« Heresy of the week: Meritocracy doesn’t work anymore | Main | UK shale gas deposits trigger massive eruption »

Democracy
24 September 2012

What British Conservatives can learn from the ‘Romneyshambles’

Mitt Romney’s ‘secret speech’ (the remarks he made at a fundraising event in which he appeared to express a total lack of care for the 47% of Americans too poor to pay federal income tax) has unleashed a storm of criticism – and not just from the left.

From a British Conservative perspective, one of the most relevant reactions comes from Peggy Noonan – best known as Ronald Reagan’s chief speechwriter and, arguably, the greatest political speechwriter of recent times.

Writing for the Wall Street Journal, her opening paragraph shimmers with purpose and elegance:

  • “What should Mitt Romney do now? He should peer deep into the abyss. He should look straight into the heart of darkness where lies a Republican defeat in a year the Republican presidential candidate almost couldn’t lose. He should imagine what it will mean for the country, for a great political philosophy, conservatism, for his party and, last, for himself. He must look down unblinkingly.
  • “And then he needs to snap out of it, and move.”
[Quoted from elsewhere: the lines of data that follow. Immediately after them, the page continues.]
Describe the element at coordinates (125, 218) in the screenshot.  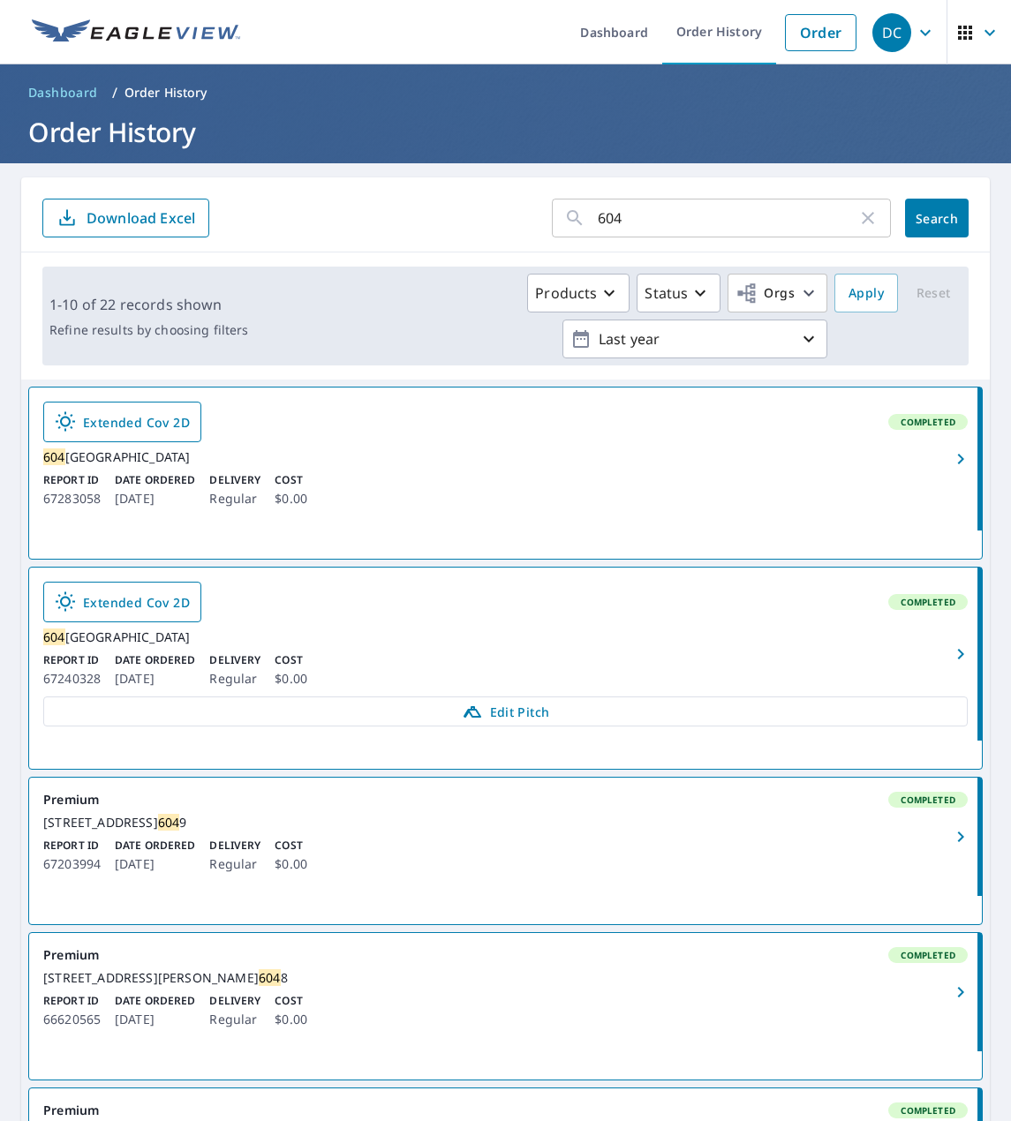
I see `button: Download Excel` at that location.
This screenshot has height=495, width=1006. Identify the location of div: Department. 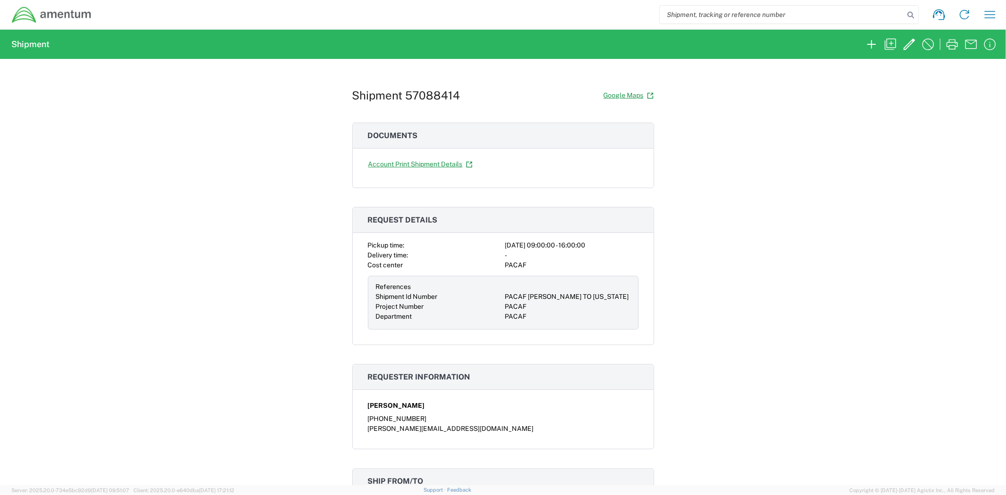
(439, 317).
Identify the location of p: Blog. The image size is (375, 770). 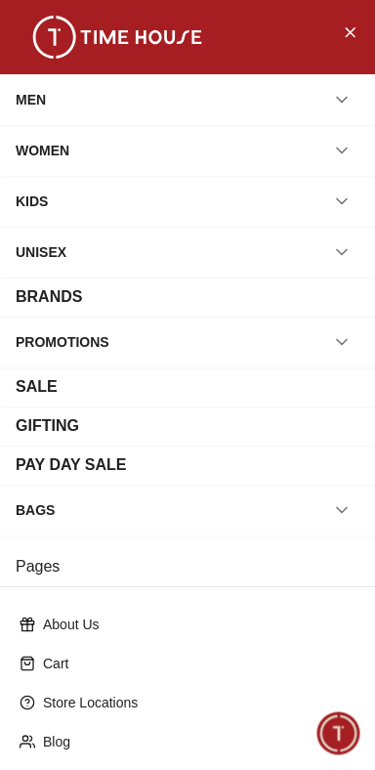
(196, 742).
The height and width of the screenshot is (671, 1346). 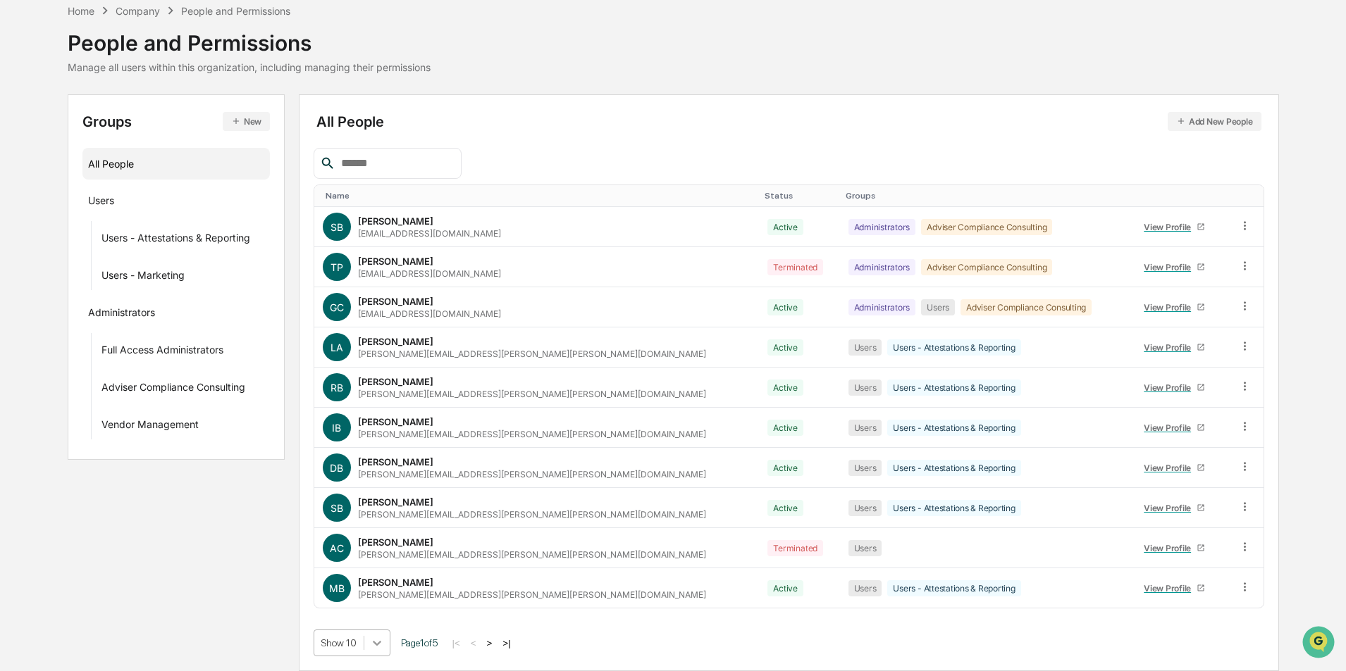 I want to click on button: New, so click(x=246, y=121).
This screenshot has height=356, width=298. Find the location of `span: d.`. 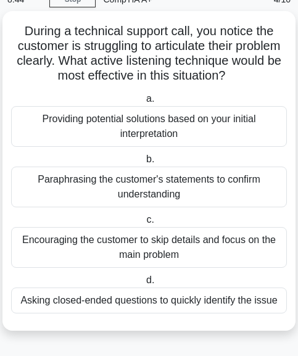

span: d. is located at coordinates (150, 280).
The problem with what Romney said about the 47% wasn’t just its nastiness, but the sheer pettiness of such a simplistic headline figure, a small-minded talking point that only serves to obscure, not illuminate, the underlying realities:

  • “The big issue—how we view government, what we want from it, what we need, what it rightly asks of us, what it wrongly demands of us—is a good and big and right and serious subject. It has to be dealt with seriously, at some length. And it is in part a cultural conversation. There’s a lot of grievance out there, and a sense of entitlement in many spheres. A lot of people don’t feel confident enough or capable enough to be taking part in the big national drama of Work in America. Why? What’s going on? That’s a conversation worth having.”
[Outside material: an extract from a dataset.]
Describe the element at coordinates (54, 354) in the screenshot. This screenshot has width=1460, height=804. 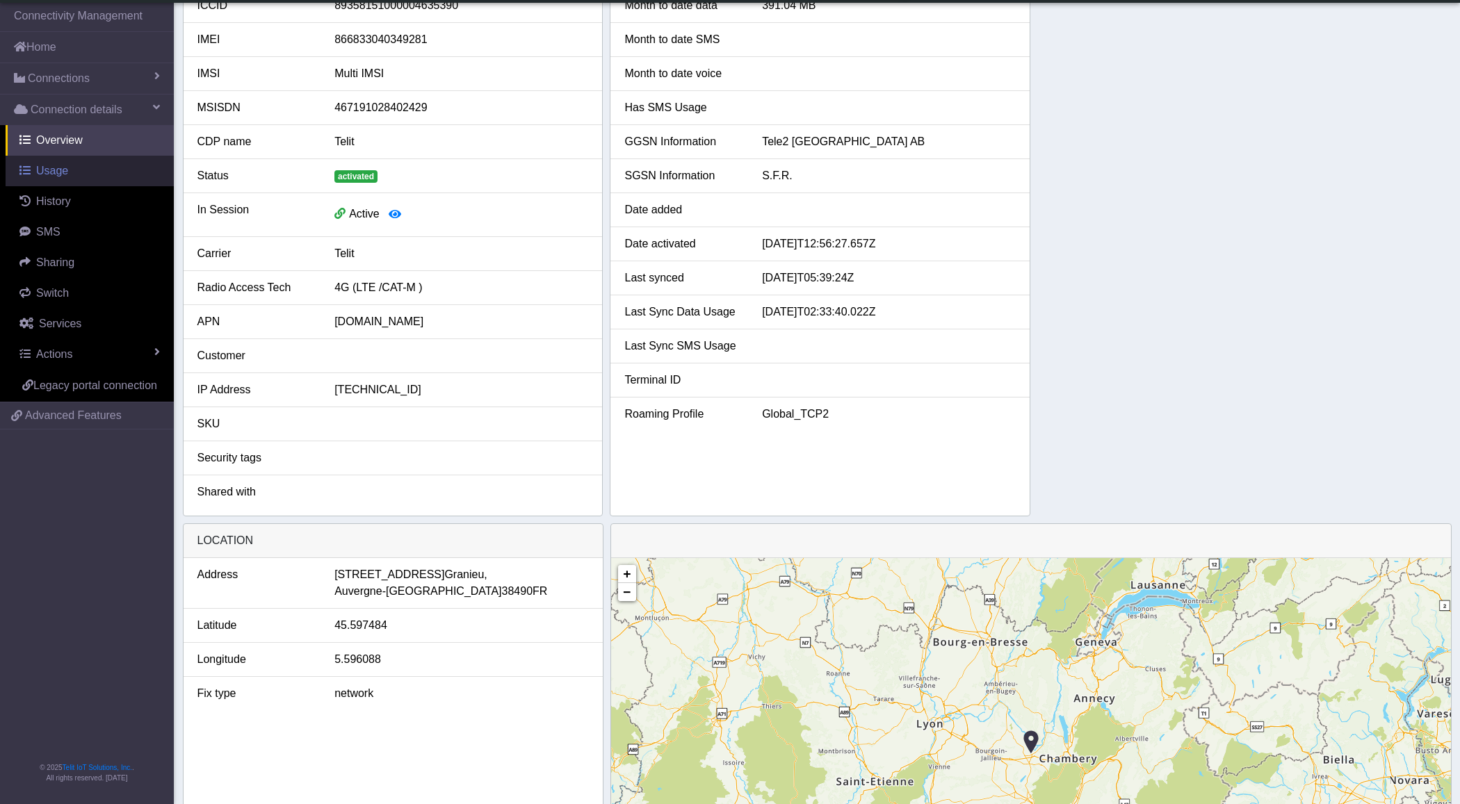
I see `span: Actions` at that location.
Noonan drives the point home:

  • “It’s time to admit the Romney campaign is an incompetent one. It’s not big, it’s not brave, it’s not thoughtfully tackling great issues. It’s always been too small for the moment.”
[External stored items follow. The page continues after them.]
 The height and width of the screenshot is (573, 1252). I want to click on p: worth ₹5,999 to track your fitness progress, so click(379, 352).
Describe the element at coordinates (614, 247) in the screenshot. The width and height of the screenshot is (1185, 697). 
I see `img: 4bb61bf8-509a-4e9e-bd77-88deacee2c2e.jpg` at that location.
Romney needs to get back on track and fast. But where to start? Noonan has a predictable, but a justifiable, answer:

  • “When big, serious, thoughtful things must be said then big, serious, thoughtful speeches must be given. Mr. Romney is not good at press conferences. Maybe because he doesn’t give enough, and so hasn’t grown used to them, and confident.
  • “He should stick to speeches, and they have to be big—where America is now, what we must do, how we can do it… I say it that way because to write is to think, and Romney needs fresh writing and fresh thinking.”

Of course, talk – even when scripted by as talented a writer as Peggy Noonan – is cheap. But that’s just the point. If a leader won’t even speak with courage – clinging instead to the bland and platitudinous pap that passes for most contemporary speechwriting – then he gives little hope that he might ever act with courage.

Comments

You must be logged in using Intense Debate, Wordpress, Twitter or Facebook to comment.

Register to get The Deep End delivered to your inbox.